For me when I learnt about optimization and how one thing was better than something else, I tended to focus on that. I’d have a picture of that in my mind, and would try to write as clean of code with less hacks in the middle and as optimized as I could in the first go, which slowed me the way fuck down.

After he said that to me, I realized I was stupid and just wasting time if I worried about that from the start. Would waste time, and just cause more headaches from the start than it was worth.

——

Oh also another one, I knew never to trust the client from the start but the way he said it was funny. “Never ever trust the fucking client, don’t trust them with anything. I trust Satan more than I trust the client.” πŸ˜‚

Comments
  • 13
    First make it work, then make it right, then make it fast, then make it small.
  • 0
    I only realized that yesterday.
  • 1
    Or: Avoid premature optimization
  • 0
    I don't always agree. For me it's often:

    1. Make it work
    2. No time here is a new project..
  • 3
    Depends.
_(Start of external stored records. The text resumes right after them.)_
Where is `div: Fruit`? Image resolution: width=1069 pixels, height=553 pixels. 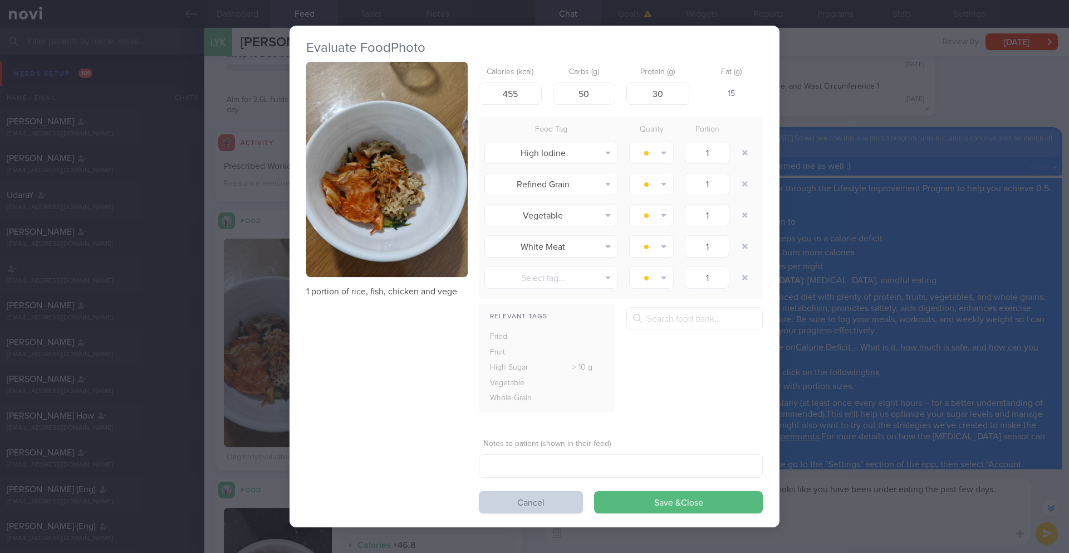 div: Fruit is located at coordinates (515, 353).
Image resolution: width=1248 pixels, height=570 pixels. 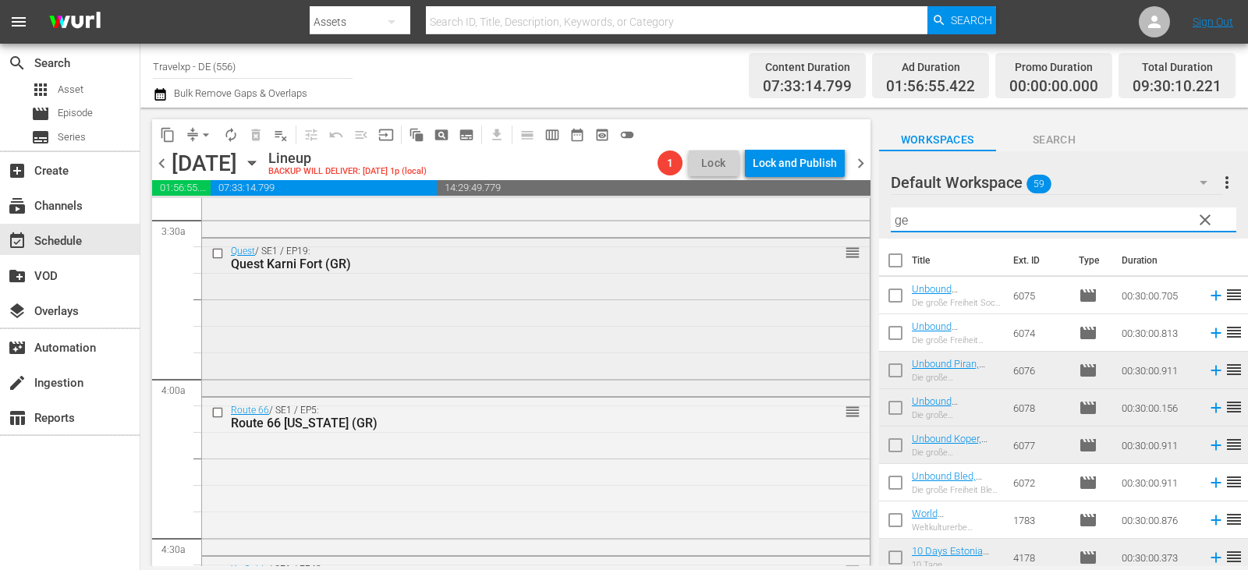 I want to click on span: Refresh All Search Blocks, so click(x=413, y=134).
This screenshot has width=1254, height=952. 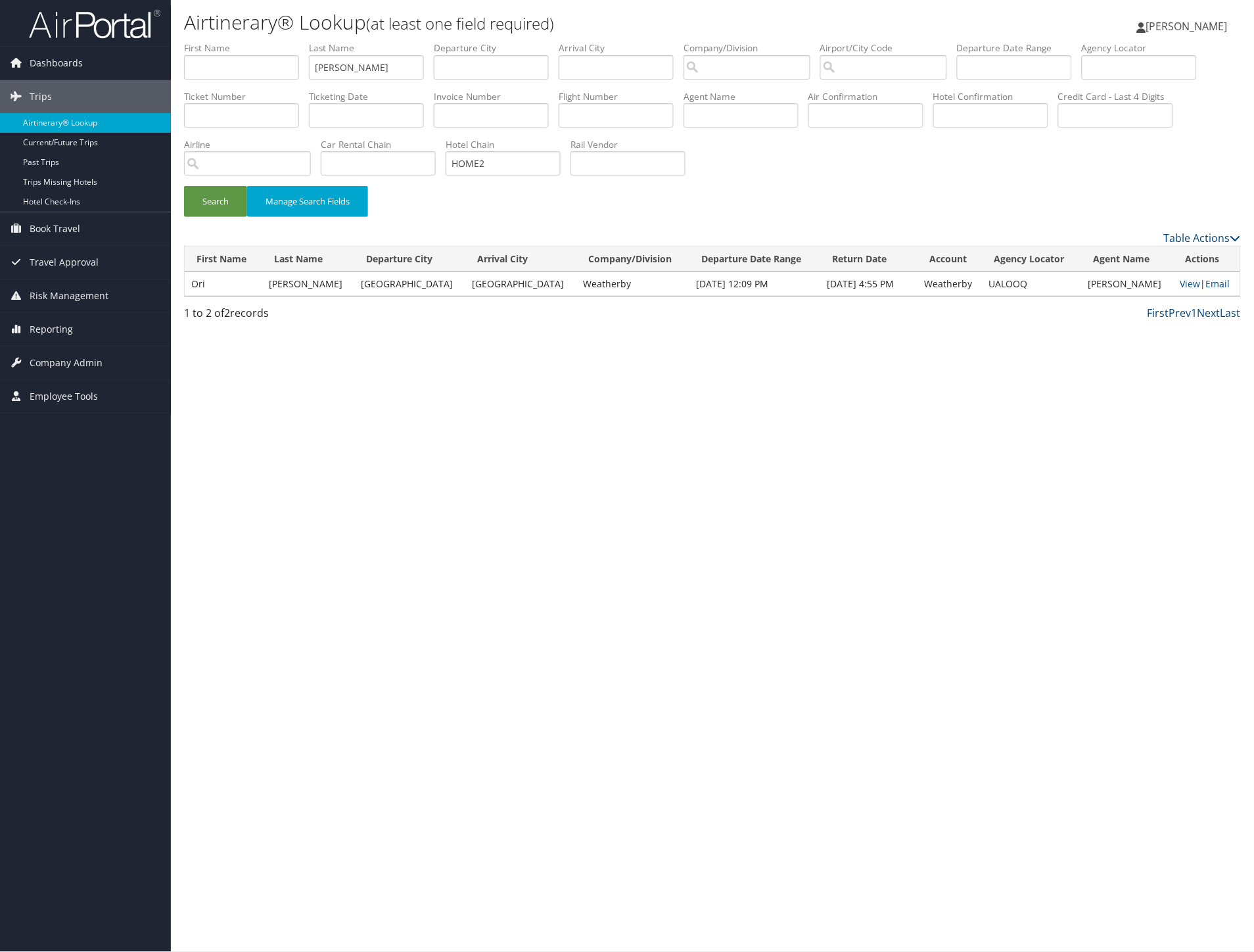 I want to click on label: Invoice Number, so click(x=496, y=97).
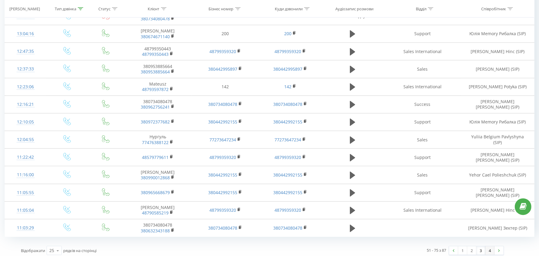 This screenshot has height=256, width=539. I want to click on a: 77476388122, so click(155, 142).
I just try to make it modular af (many independent functions) that then are easy to optimize.
  • 1
    This is a fine line.

    If you can do something right to start then do, even if it’s the second or third iteration.

    I usually do a rough, disgusting version and then refine over a day or two.

    Premature optimisation is an issue when you spend all your time on it and not building shit.

    But similarly, getting it done and then delivering it tends to lead to project managers getting you to move on, and then you’ve got a lovely case of technical debt on your hands.
  • 1
    I think that with experience, you tend to cultivate habits that let you write better code on the first pass, which reduces the amount of refactoring. But if you ever get so good that you write perfect code first time around and don't need to review and refactor then you'll be kidding yourself.